Rediscover: David Harris

David Harris, the activist and journalist "who in the late 1960s became a national figure for encouraging young men to resist being drafted to serve in the Vietnam War, and who went to jail after refusing the draft himself," died February 6 at age 76, the New York Times reported. When Harris was drafted in 1968, he refused to report for induction and was almost immediately indicted by federal authorities. He was convicted in 1969, sentenced to three years in federal prison, and served 20 months.

Harris eventually wrote a letter to Jann Wenner, the publisher of Rolling Stone magazine, offering to sell him a series of antiwar essays. Wenner suggested instead a profile of Ron Kovic, a Marine whose battlefield injuries in Vietnam had left him unable to use his legs, and who went on to be a prominent antiwar activist. The article, "Ask a Marine," ran in 1973 and launched Harris's second career as a magazine journalist and author. He spent the next five years writing for Rolling Stone and in 1978 became a contributing writer for the New York Times Magazine. A decade later, he left the magazine to write books full time.

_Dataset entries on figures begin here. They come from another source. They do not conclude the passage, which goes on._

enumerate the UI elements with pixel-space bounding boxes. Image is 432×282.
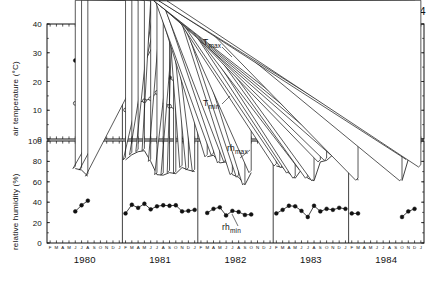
rhmin-text: rh bbox=[222, 222, 230, 232]
data-point-marker bbox=[174, 203, 178, 207]
series-label-tmin: Tmin bbox=[203, 98, 219, 110]
data-point-marker bbox=[212, 207, 216, 211]
data-point-marker bbox=[331, 208, 335, 212]
data-point-marker bbox=[193, 208, 197, 212]
tmin-sub: min bbox=[208, 103, 219, 110]
data-point-marker bbox=[180, 209, 184, 213]
data-point-marker bbox=[312, 204, 316, 208]
data-point-marker bbox=[186, 209, 190, 213]
data-point-marker bbox=[281, 208, 285, 212]
data-point-marker bbox=[130, 203, 134, 207]
data-point-marker bbox=[318, 209, 322, 213]
data-point-marker bbox=[350, 212, 354, 216]
data-point-marker bbox=[300, 209, 304, 213]
series-line bbox=[276, 206, 345, 217]
data-point-marker bbox=[413, 207, 417, 211]
data-point-marker bbox=[293, 204, 297, 208]
data-point-marker bbox=[161, 203, 165, 207]
data-point-marker bbox=[287, 204, 291, 208]
data-point-marker bbox=[243, 213, 247, 217]
data-point-marker bbox=[86, 199, 90, 203]
data-point-marker bbox=[168, 204, 172, 208]
data-point-marker bbox=[224, 214, 228, 218]
tmax-sub: max bbox=[208, 42, 221, 49]
data-point-marker bbox=[400, 215, 404, 219]
series-label-rhmax: rhmax bbox=[227, 143, 248, 155]
rhmin-sub: min bbox=[230, 227, 241, 234]
data-point-marker bbox=[73, 209, 77, 213]
data-point-marker bbox=[142, 202, 146, 206]
data-point-marker bbox=[406, 209, 410, 213]
rhmax-sub: max bbox=[235, 148, 248, 155]
data-point-marker bbox=[274, 212, 278, 216]
data-point-marker bbox=[337, 206, 341, 210]
data-point-marker bbox=[218, 205, 222, 209]
data-point-marker bbox=[356, 212, 360, 216]
data-point-marker bbox=[306, 215, 310, 219]
data-point-marker bbox=[80, 203, 84, 207]
data-point-marker bbox=[205, 211, 209, 215]
data-point-marker bbox=[155, 204, 159, 208]
data-point-marker bbox=[344, 207, 348, 211]
data-point-marker bbox=[230, 209, 234, 213]
series-line bbox=[126, 204, 195, 214]
data-point-marker bbox=[237, 210, 241, 214]
data-point-marker bbox=[325, 207, 329, 211]
figure: Richtersveld, 1980 - 1984 air temperatur… bbox=[0, 0, 432, 282]
series-label-rhmin: rhmin bbox=[222, 222, 241, 234]
series-label-tmax: Tmax bbox=[203, 37, 221, 49]
rhmax-text: rh bbox=[227, 143, 235, 153]
data-point-marker bbox=[249, 213, 253, 217]
data-point-marker bbox=[149, 207, 153, 211]
data-point-marker bbox=[136, 206, 140, 210]
data-point-marker bbox=[124, 212, 128, 216]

Kovic would later write his own autobiography, Born on the Fourth of July.

Harris published several investigative books about sports, politics and the environment, including I Shoulda Been Home Yesterday: Twenty Months In Prison for Not Killing Anybody (1976); The Last Stand: the War Between Wall Street and Main Street Over California's Ancient Redwoods (1996); Our War: What We Did in Vietnam and What It Did to Us (1996); and, most recently, My Country 'Tis of Thee: Reporting, Sallies and Other Confessions (2020).